QUITE soon, political parties will, hopefully, start thinking of their manifestos and the key messages they want to send to their voters ie what the parties stand for, and what they would like to achieve if they are elected and brought to power. Education, as per history and tradition, will get some space in their manifestos.
Article 25-A, the right to education for all five- to 16-year-olds in the country, was added to the basic rights section of the Constitution in 2010 as part of the 18th Amendment, but eight years later we have still not done the basic work needed for implementing 25-A. Maybe, political parties should think about committing to the implementation of 25-A in letter and spirit if they win and come to power.
Traditionally, whenever education has been mentioned in manifestos, it has usually been done so with reference to a) increasing education financing to a certain percentage of GDP, b) curriculum reform, c) role of national language and medium of instruction, d) multiple examination systems and the need (or not) to introduce uniformity, and so on.
A key priority needs to be planning for the implementation of Article 25-A.
All of these are indeed important issues and should be focused on. But what is missing from the discussion is an overall frame in which these issues, and others, need to be embedded. Without a framework, conceptual as well as practical, it is almost impossible to see how we can set targets for ourselves, measure performance and see if promises have been kept or not.
As we are coming closer to the elections, parties have started ‘celebrating’ what they have accomplished in various areas, including education. The three main parties, in power, in the bigger provinces, are telling us that they have raised education budgets a lot, have increased teacher salaries and grades, have improved teacher recruitment and deployment policies, have provided a lot of infrastructure facilities, and have improved examinations and even the curricula.
In addition, scholarships have been given, laptops and tablets distributed, nutrition and transport programmes piloted. Think of a possible reform, and these provinces have tried and/or implemented them. And there are some results that can be seen as well — enrolments at the primary level have responded a little. The evidence vis-à-vis learning outcomes is not clear though.
But if one were to ask if any provincial government thought through how it is going to implement Article 25-A (and in what time frame), the answer would be a big fat ‘no’.
Compulsory education laws have been passed in some places and drafted in others. But that has been more or less the extent of the progress made. The rules of business and regulations needed for implementation of compulsory education laws have not been made and/or have certainly not been implemented.
None of the provinces have conducted a serious exercise to ascertain what it would take, in terms of financial and human resources and the time frame, to be able to implement Article 25-A. Given that 25-A is in the basic rights section of the Constitution and is the responsibility of the state (“The State shall provide free and compulsory education to all children of the age of five to 16 years…”), should it not be one of the foremost responsibilities of provincial governments to work on actionable plans for implementing 25-A? If education efforts, by parties, are serious, how do we reconcile these with the almost complete ignoring of 25-A?
Out of 37,000 primary schools in Punjab, more than half are still two-room schools. Punjab has only 15,000-odd middle and high schools in the province. There are still areas that do not have any high school for girls for miles. Khyber Pakhtunkhwa still has districts that do not have a single high school for girls. The situation in interior Sindh is no different. Learning outcomes, across Pakistan, leaving aside the small high-fee private school sector, are generally very poor.
As parties start thinking about manifestos for the next election, a key priority needs to be planning for the implementation of Article 25-A.
Simple messages of doubling education budgets or even quadrupling them will not do. Promises of universal education, without costing and implementation strategies/plans will just be ‘cheap talk’. Promises of a uniform schooling system for all, when 40 per cent of the enrolled children attend private schools and millions of children are still out of schools, mean nothing. Promises about language, when the state has no effective control over what is going on in the education sector, are mere aspirations.
Political parties need to do much more than what they have been doing so far. They need to do some solid work before they talk of education in their manifestos, if they are serious about the sector. But if the idea is to string along voters, as has been the case in the past, vague promises might still do.
Will any party be brave enough to promise that they will be able to implement Article 25-A fully in the next five years? Or even get there halfway? This would, indeed, be a real promise that could be monitored and followed up on. We would be able to see how many five- to 16-year-olds are in schools, and we would be able to monitor, through the many examinations we now conduct, how well or poorly the children are learning.
Manifestos of political parties, to date, have tended to talk in general terms, especially when it comes to education Post 18th Amendment, given the inclusion of 25-A in the basic rights section, and the devolution of education to the provincial level, general promises are of little or no help in gauging the commitment of a particular party towards education.
We have a very concrete goal that is now enshrined in the Constitution of the country. Will political parties, this time, care to state their commitment to education in clear and unambiguous terms?
The writer is a senior research fellow at the Institute of Development and Economic Alternatives and an associate professor of economics at Lums, Lahore.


• Problem to solve: When you retype the entries, keep each one exact and leave out the pictures.

• Data section:
────────────────────

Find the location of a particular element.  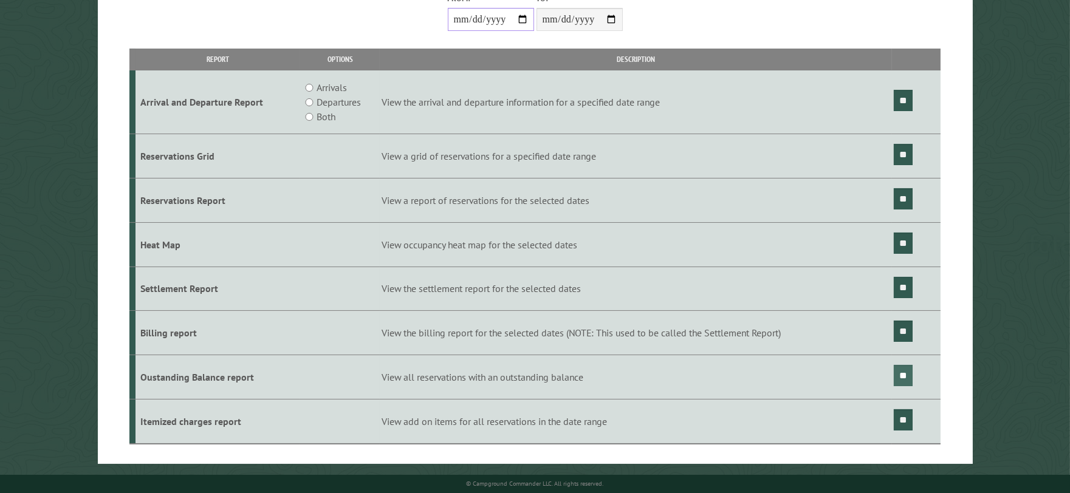

th: Report is located at coordinates (217, 59).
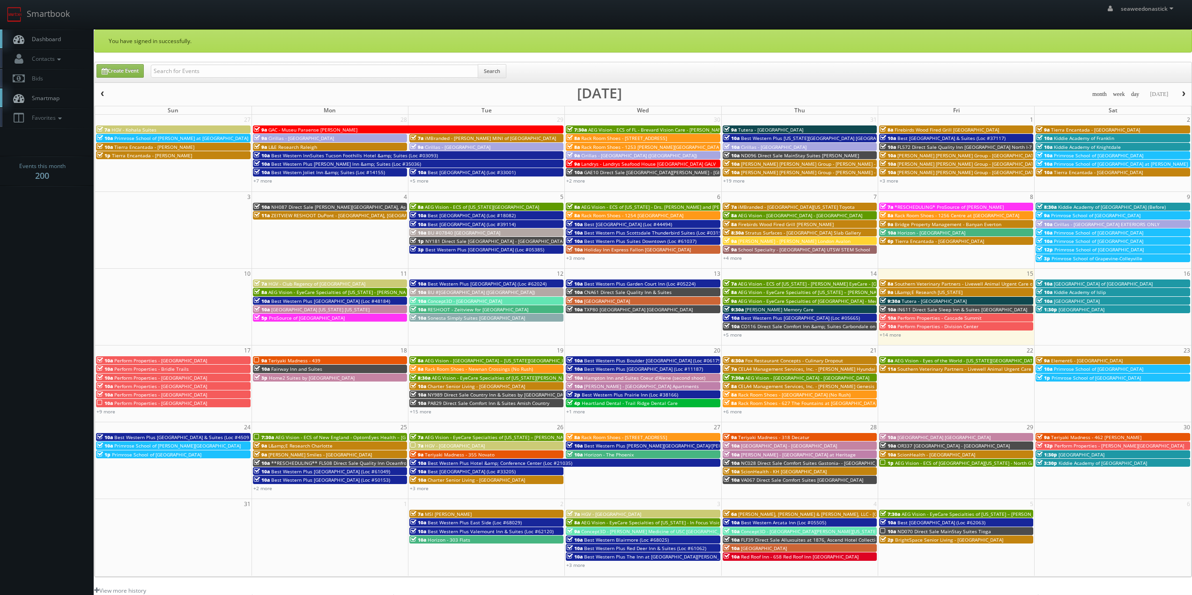 The width and height of the screenshot is (1192, 595). I want to click on a: +19 more, so click(734, 181).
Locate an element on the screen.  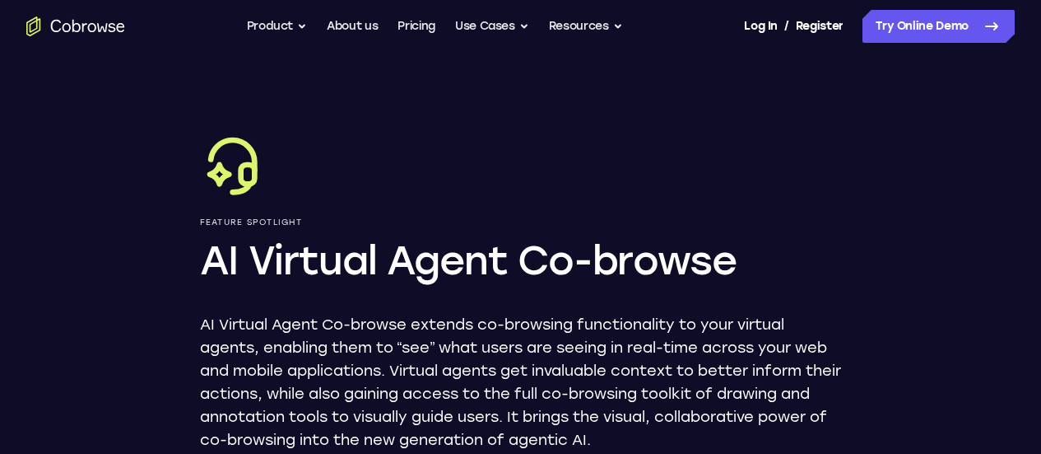
h1: AI Virtual Agent Co-browse is located at coordinates (521, 260).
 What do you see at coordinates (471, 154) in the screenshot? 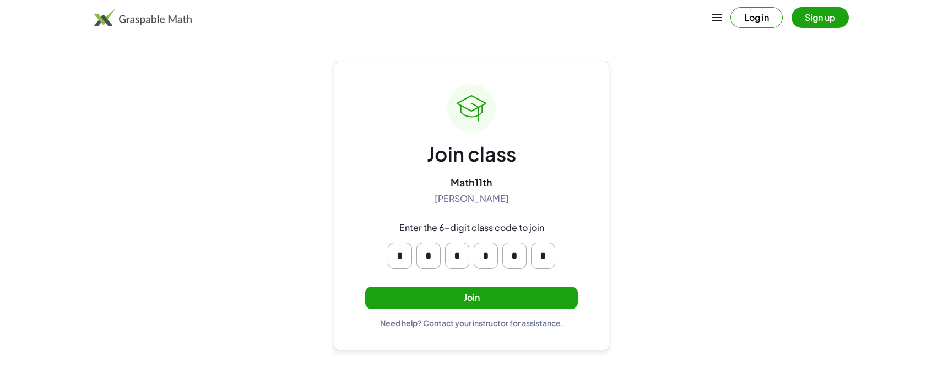
I see `div: Join class` at bounding box center [471, 154].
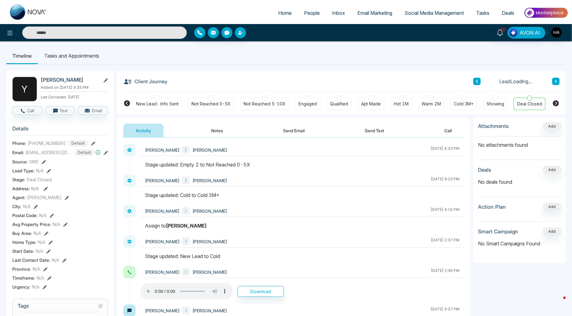  What do you see at coordinates (31, 260) in the screenshot?
I see `span: Last Contact Date :` at bounding box center [31, 260].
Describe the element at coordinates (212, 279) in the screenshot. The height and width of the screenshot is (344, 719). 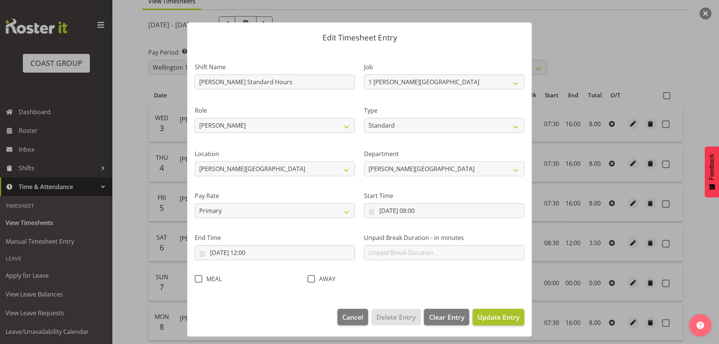
I see `span: MEAL` at that location.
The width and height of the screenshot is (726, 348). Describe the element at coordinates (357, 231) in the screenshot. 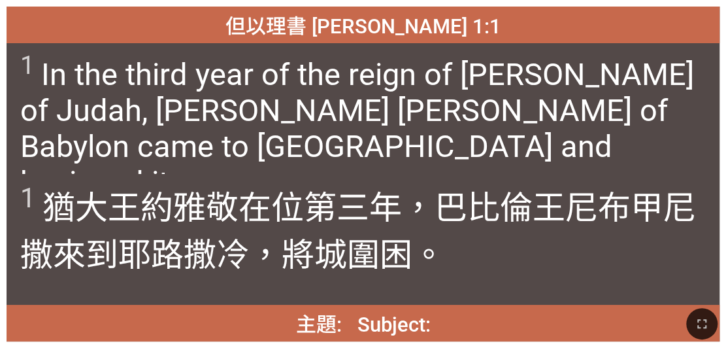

────────────────────

• Result of the exercise:
Find the location of a particular element.  

th: Report is located at coordinates (217, 59).
 The width and height of the screenshot is (1192, 595). I want to click on a: +19 more, so click(734, 181).
Locate an element on the screen.  
h1: AI Virtual Agent Co-browse is located at coordinates (521, 260).
 What do you see at coordinates (471, 154) in the screenshot? 
I see `div: Join class` at bounding box center [471, 154].
  What do you see at coordinates (31, 260) in the screenshot?
I see `span: Last Contact Date :` at bounding box center [31, 260].
Describe the element at coordinates (212, 279) in the screenshot. The height and width of the screenshot is (344, 719). 
I see `span: MEAL` at that location.
The width and height of the screenshot is (726, 348). Describe the element at coordinates (357, 231) in the screenshot. 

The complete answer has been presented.